Friday, Jan. 08, 1965

How Antibody Is Made

When a person is vaccinated with a suspension of killed or weakened virus particles, his system is stimulated to produce antibodies against that particular virus. If he should later be infected with the same kind of virus in the wild, full-strength form, his system "remembers" the vaccination, quickly pours out a flood of antibody to halt the invader in its tracks. At any rate, that is how most vaccinations have long been supposed to work. But are things really that neat and simple?

No, say many immunologists, and last week Manhattan's Dr.
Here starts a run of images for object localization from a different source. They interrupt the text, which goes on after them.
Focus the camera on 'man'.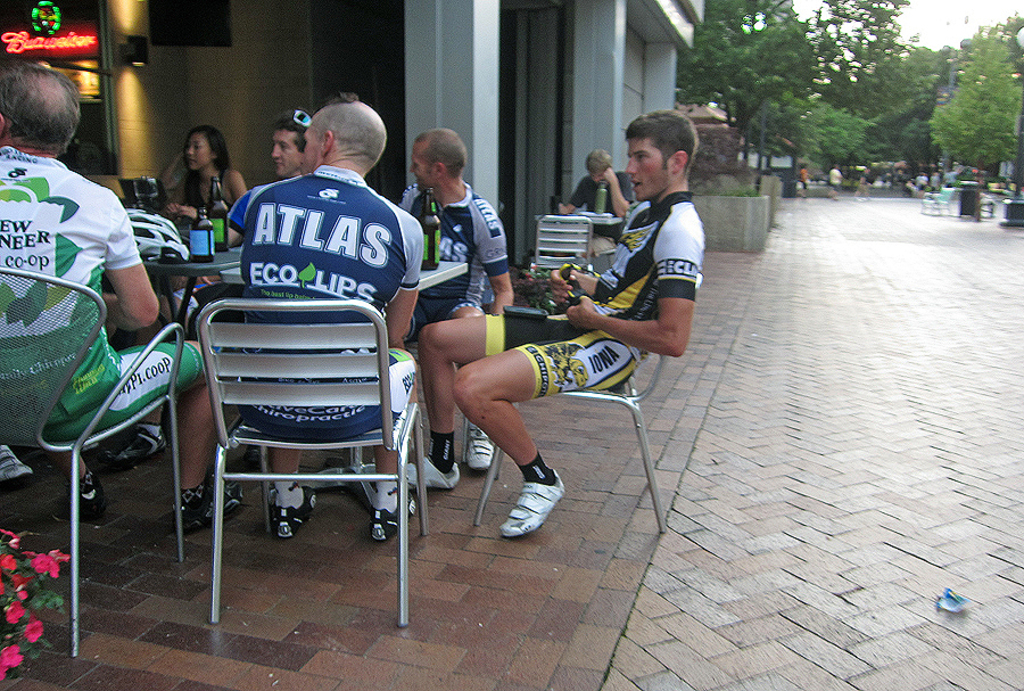
Focus region: l=395, t=131, r=517, b=490.
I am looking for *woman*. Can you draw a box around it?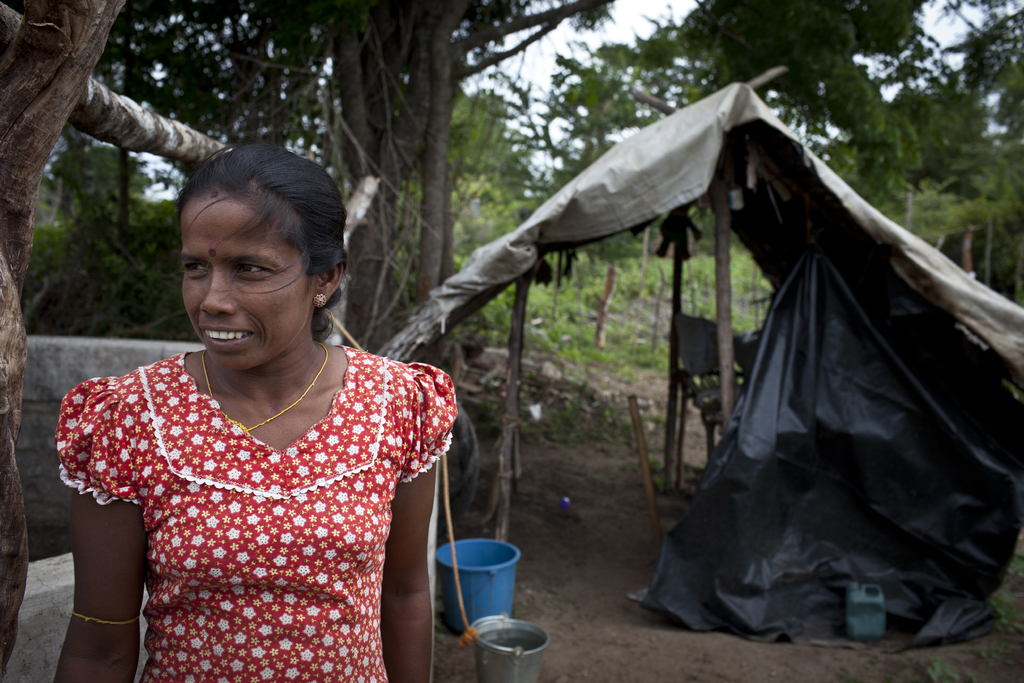
Sure, the bounding box is box=[47, 147, 472, 682].
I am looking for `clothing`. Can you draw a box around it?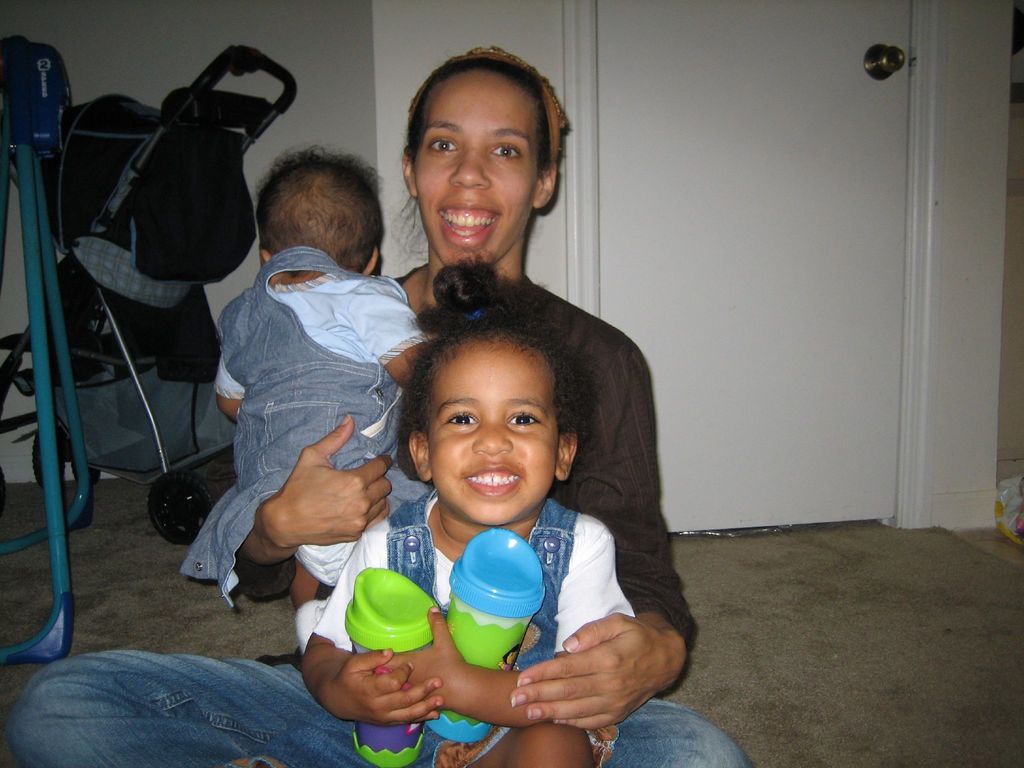
Sure, the bounding box is 313, 486, 627, 767.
Jonathan W. Uhr, 37, won the Newcomb Cleveland Prize of the American Association for the Advancement of Science for advancing man's knowledge of how little he still knows about how virus infections, vaccinations and other antigen-antibody reactions really work.
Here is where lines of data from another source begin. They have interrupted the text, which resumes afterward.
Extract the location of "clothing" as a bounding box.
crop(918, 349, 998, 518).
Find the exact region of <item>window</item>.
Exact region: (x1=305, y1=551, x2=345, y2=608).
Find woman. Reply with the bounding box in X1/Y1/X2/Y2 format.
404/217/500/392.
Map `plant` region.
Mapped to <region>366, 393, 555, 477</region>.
Without Delay. New York-born Dr. Uhr (pronounced "oor") had been planning to specialize in internal medicine rather than immunology until, after graduation from medical school and between residencies, he found he had six months to kill. He spent them studying microbiology at New York University. ''Within a few weeks I became involved in the excitement of that work," he says.

His excitement led Dr. Uhr to inject various amounts of virus into guinea pigs. He chose a small virus, of a type that does not usually cause disease in animals, but one which has the advantage of setting off antibody reactions that can be readily measured. And one of his first discoveries was that it is not true that it takes several days for a virus to get off the production of antibody. If a latent period exists, Dr. Uhr found, it is shorter than 24 hours. Nor did it turn out to be true that one type of virus triggers the production of only one kind of antibody. His work confirmed that guinea pigs have at least two kinds, and higher animals have three. They differ not only in size but in the schedules on which they are produced. The heavier antibody particles are formed first, then their production tapers off. The lighter particles do not show up until a few days later, and they are produced in much greater quantity.
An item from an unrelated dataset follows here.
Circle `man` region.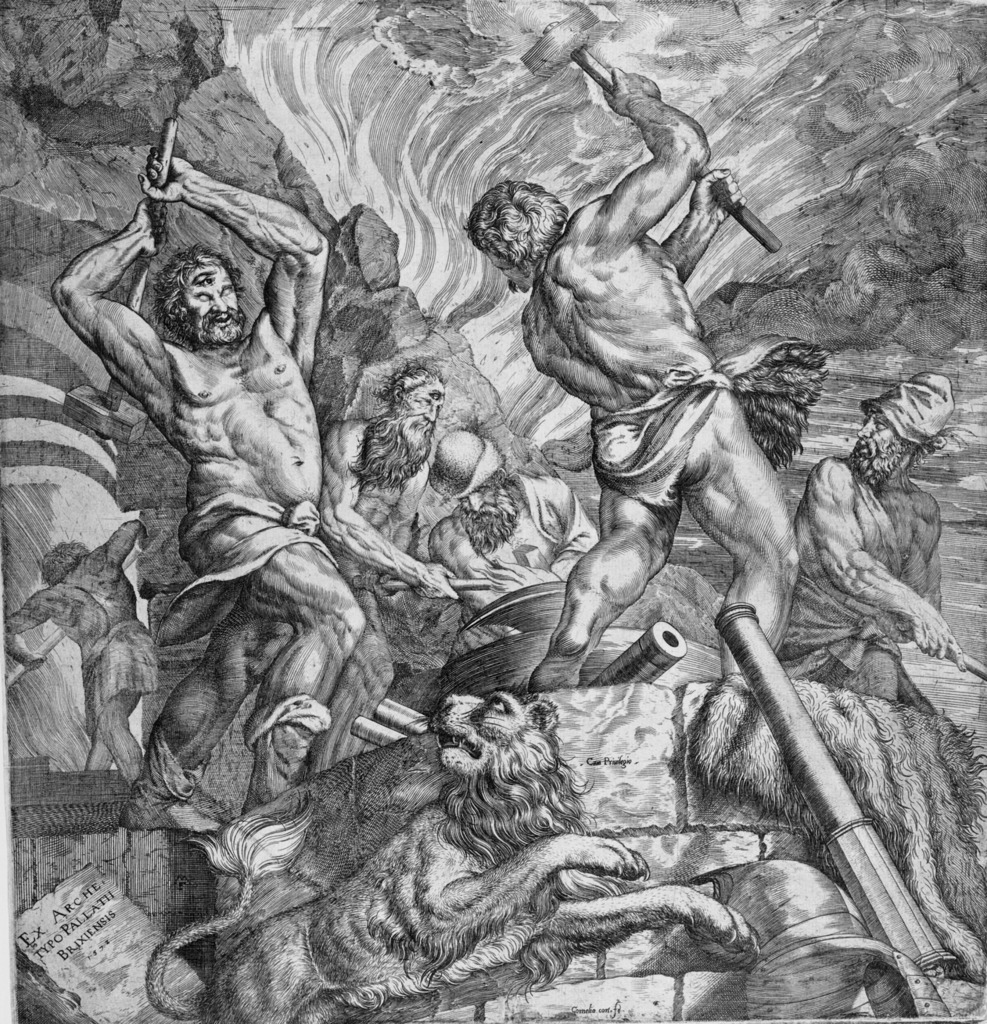
Region: detection(56, 150, 326, 837).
The Body's Mistake. One of Dr. Uhr's most important findings was that "immunological memory" usually involves the smaller molecules. The system can remember all through its life how to make them, and how to muster them to repel an invading virus. But why, having once started, does it not keep on manufacturing them rather than wait for a new invasion? Neither Dr. Uhr nor any other immunologist can be certain, but there seems to be a feedback mechanism whereby, once the blood is sated with antibody, it yells "Enough!," and the antibody factory shuts down.

Though Dr. Uhr has worked with some viruses that infect man, most of his experiments have been with the tiny FX174, which normally attacks only bacteria. It may seem a long leap to any useful application in human medicine, but Immunologist Uhr, who is now director of the Irvington House Institute for Rheumatic Fever and Allied Diseases, has already shown that newborn babies react to FX in much the same way as guinea pigs. And children's reactions to antigens are immensely important in rheumatic fever, which seems to result from the body's mistaking part of its own heart muscle for an invading bacterial antigen.